Infrastructure signal

Azure Managed HSM enhances its security architecture by supporting external key management in public preview. This capability allows encryption keys to remain on HSM hardware physically controlled and operated by the customer or a trusted third party, completely outside Microsoft datacenters. It extends the root of trust beyond Azure’s single-tenant, FIPS 140-3 Level 3 HSM clusters to external hardware platforms, satisfying stringent regulatory and contractual sovereignty mandates.

The new model introduces a dedicated API endpoint in Managed HSM that securely proxies cryptographic operations to the external HSM, ensuring that the key material never enters or transits Microsoft infrastructure. This design maintains cryptographic integrity and control while enabling Azure services to seamlessly invoke external keys. Because Azure does not operate or build the integration proxy, customers can choose vendor solutions, partner offerings, or develop their own implementations for connectivity.

Developer impact

For developers, external key management means cryptographic workflows in Azure remain unchanged despite the physical relocation of key material. Applications continue to use Managed HSM APIs normally, while backend requests transparently route to customer-managed HSMs holding the keys. This abstraction allows seamless integration without refactoring cryptographic code or changing API usage, preserving developer productivity and operational consistency.

However, responsibility shifts for operational management and reliability of the external HSM hardware and integration proxies away from Microsoft to the customer or selected partners.
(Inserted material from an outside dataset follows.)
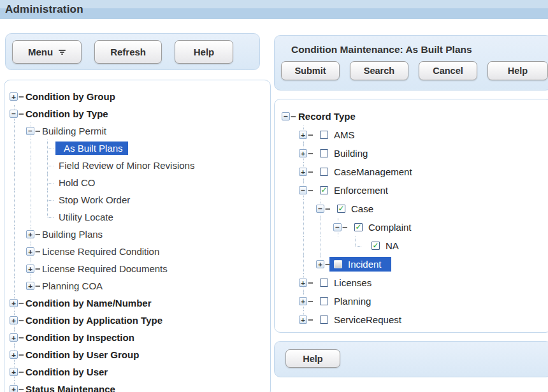  What do you see at coordinates (92, 320) in the screenshot?
I see `tree-item-label: Condition by Application Type` at bounding box center [92, 320].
Developers and DevOps teams must plan for deployment, monitoring, and fault tolerance of this external infrastructure. This added complexity demands closer collaboration between security, infrastructure, and development teams to maintain application availability and compliance.

What teams should watch

Security and compliance teams evaluating Azure key management must carefully assess whether external key management aligns with their regulatory and contractual obligations versus standard Managed HSM usage. External keys provide maximal physical control, suited for government, financial services, and critical infrastructure sectors with explicit mandates for on-premises key custody or third-party control outside public clouds.

Infrastructure and cloud platform teams should prepare for increased operational overhead managing external HSM hardware and integration proxies, including establishing monitoring, incident response processes, and service-level agreements with external providers or vendors. Observability tools may need extension to cover these external components absent from native Azure monitoring solutions.

Developers and architects should verify compatibility of external key management with existing application cryptographic requirements and validate vendor or partner solutions for integration proxies. Early testing in controlled environments will help avoid deployment issues and performance bottlenecks introduced by the added external communication layer in cryptographic operations.